CATVis: Context-Aware Thought Visualization
This work addresses the problem of noisy EEG signal interpretation for brain-computer interface applications, offering incremental advancements in visual decoding.
The paper tackles the challenge of decoding visual representations from EEG signals by proposing a 5-stage framework for EEG-to-image generation, resulting in improvements such as a 13.43% increase in Classification Accuracy and a 36.61% reduction in Fréchet Inception Distance compared to state-of-the-art methods.

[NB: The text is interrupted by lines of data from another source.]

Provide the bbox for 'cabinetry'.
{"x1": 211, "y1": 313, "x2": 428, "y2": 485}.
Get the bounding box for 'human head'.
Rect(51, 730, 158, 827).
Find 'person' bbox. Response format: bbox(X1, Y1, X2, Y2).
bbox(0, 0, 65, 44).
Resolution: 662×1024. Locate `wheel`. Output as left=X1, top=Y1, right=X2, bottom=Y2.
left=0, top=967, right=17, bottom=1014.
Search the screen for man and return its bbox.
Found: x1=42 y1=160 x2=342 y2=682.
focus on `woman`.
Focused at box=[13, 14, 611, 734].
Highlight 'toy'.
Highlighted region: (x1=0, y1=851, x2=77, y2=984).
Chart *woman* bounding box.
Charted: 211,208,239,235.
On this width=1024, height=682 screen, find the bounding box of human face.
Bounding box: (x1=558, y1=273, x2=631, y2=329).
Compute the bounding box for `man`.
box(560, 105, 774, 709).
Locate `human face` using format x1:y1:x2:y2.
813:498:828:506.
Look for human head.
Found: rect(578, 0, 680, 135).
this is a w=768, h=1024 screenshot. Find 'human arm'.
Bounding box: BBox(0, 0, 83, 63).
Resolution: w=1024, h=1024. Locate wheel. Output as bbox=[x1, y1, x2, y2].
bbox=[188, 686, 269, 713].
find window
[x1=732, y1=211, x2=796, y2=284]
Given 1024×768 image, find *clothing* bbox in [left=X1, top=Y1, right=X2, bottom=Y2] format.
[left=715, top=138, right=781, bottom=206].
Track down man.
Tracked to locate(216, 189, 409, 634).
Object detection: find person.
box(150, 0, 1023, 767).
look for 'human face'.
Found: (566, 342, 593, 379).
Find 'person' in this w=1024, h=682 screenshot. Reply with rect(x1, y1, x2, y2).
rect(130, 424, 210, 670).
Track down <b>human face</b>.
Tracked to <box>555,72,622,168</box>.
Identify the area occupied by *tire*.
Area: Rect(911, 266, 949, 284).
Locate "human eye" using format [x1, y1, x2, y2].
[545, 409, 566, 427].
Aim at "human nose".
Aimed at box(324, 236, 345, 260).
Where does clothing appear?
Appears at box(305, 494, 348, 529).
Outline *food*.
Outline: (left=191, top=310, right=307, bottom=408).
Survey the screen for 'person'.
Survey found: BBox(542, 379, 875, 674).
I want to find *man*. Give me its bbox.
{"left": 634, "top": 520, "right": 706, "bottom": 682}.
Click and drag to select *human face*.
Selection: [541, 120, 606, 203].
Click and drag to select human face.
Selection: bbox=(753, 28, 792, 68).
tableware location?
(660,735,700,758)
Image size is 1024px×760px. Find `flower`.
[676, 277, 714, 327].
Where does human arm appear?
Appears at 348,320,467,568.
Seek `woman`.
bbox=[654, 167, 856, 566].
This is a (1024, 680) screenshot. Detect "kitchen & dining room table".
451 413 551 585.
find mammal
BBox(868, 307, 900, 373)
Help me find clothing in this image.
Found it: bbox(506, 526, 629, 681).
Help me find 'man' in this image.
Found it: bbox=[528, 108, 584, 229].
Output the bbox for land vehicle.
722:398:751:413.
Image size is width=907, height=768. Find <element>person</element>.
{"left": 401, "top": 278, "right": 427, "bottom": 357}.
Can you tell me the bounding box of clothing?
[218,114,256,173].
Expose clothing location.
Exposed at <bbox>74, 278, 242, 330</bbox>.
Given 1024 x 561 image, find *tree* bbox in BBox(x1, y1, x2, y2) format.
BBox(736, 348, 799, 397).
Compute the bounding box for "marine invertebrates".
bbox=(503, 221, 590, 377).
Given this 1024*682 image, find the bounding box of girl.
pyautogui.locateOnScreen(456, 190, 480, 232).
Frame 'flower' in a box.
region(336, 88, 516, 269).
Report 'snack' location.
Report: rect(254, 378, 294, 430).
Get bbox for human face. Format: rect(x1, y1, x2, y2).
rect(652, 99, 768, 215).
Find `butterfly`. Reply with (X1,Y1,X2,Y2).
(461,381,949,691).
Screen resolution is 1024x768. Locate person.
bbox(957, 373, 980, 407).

EEG-based brain-computer interfaces (BCIs) have shown promise in various applications, such as motor imagery and cognitive state monitoring. However, decoding visual representations from EEG signals remains a significant challenge due to their complex and noisy nature. We thus propose a novel 5-stage framework for decoding visual representations from EEG signals: (1) an EEG encoder for concept classification, (2) cross-modal alignment of EEG and text embeddings in CLIP feature space, (3) caption refinement via re-ranking, (4) weighted interpolation of concept and caption embeddings for richer semantics, and (5) image generation using a pre-trained Stable Diffusion model. We enable context-aware EEG-to-image generation through cross-modal alignment and re-ranking. Experimental results demonstrate that our method generates high-quality images aligned with visual stimuli, outperforming SOTA approaches by 13.43% in Classification Accuracy, 15.21% in Generation Accuracy and reducing Fréchet Inception Distance by 36.61%, indicating superior semantic alignment and image quality.